Re: large *.can files make things slow
By: MRO to Digital Man on Tue Jan 02 2024 07:37 am
Re: Re: Really struggling with windows install pls help :)
By: Digital Man to Matthew C E Bamber on Mon Jan 01 2024 03:48 pm
So I have an ip.can file that is about 1.3 gigs large, and when it gets this large there is a very long delay before a user can connect because I believe the bbs is working on parsing each line and seeing if the ip matches. I would assume I would have the same issue with host.can and other .can files.
I was wondering if there's anything I can do on my end to keep these large .can files and speed things up, or if synchronet needs some internal changes.
1.3 gigs is pretty massive. How'd that happen?
A couple of my servers were under SMTP botnet attack since early December (or earlier) and I started aggressively persistent filtering them (3 failed SMTP logins as a threshold, which is very low) - since then I have over 5000 IPs blocked in my ip.can file which is at the moment 730189 bytes in size - and that's with all the extra metadata (e.g. expiration date) that's now added with auto-filtered IP addresses. Anyway, you're saying that your ip.can file is over a thousand times larger. I wonder if you have a lot of duplicates or perhaps every IP of a subnet listed, when instead you could be using CIDR notation to make the file much smaller. Or just expiring/removing old entries would eliminate much of that file size. Making the expiration of old entries easier was one of my main motivations for the recent overhaul of how auto-added .can file entries are formatted.

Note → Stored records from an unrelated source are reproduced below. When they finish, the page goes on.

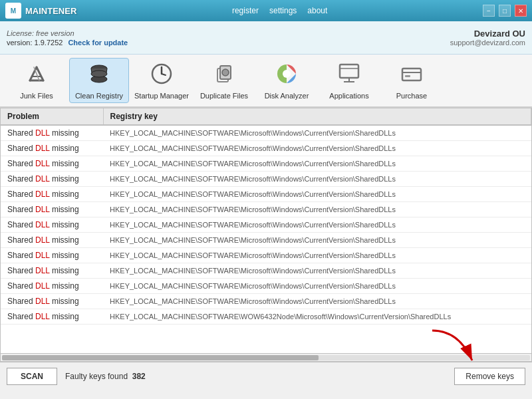 The image size is (532, 399). What do you see at coordinates (489, 11) in the screenshot?
I see `minimize-button: −` at bounding box center [489, 11]. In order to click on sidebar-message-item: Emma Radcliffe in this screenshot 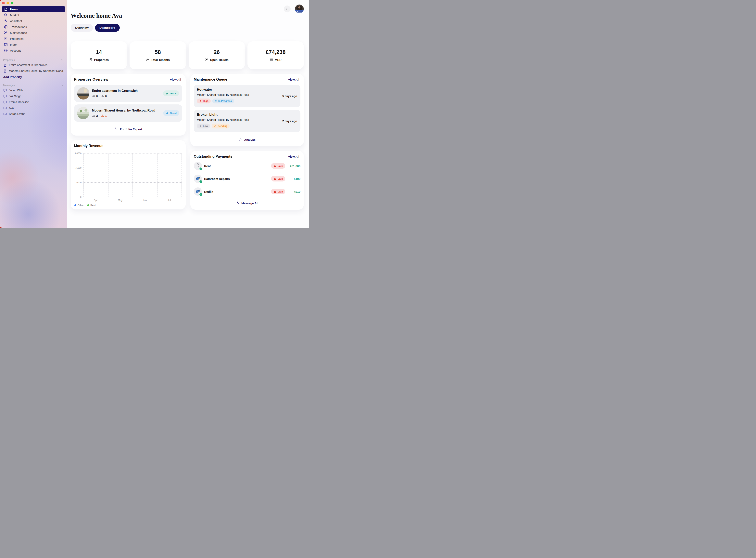, I will do `click(33, 102)`.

All that said, the Synchronet servers *could* (they don't) cache the ip.can file contents in memory (making it much faster to search through) - but 1.3 gigs is a lot of RAM to dedicate to that purpose. And each server would have its own cache of the file contents, so you'd be using several gigabytes of memory for all of SBBS to have that massive ip.can file cached. It can be done and would likely have a significant performance improvement, but at the cost of a lot of memory used (in your case).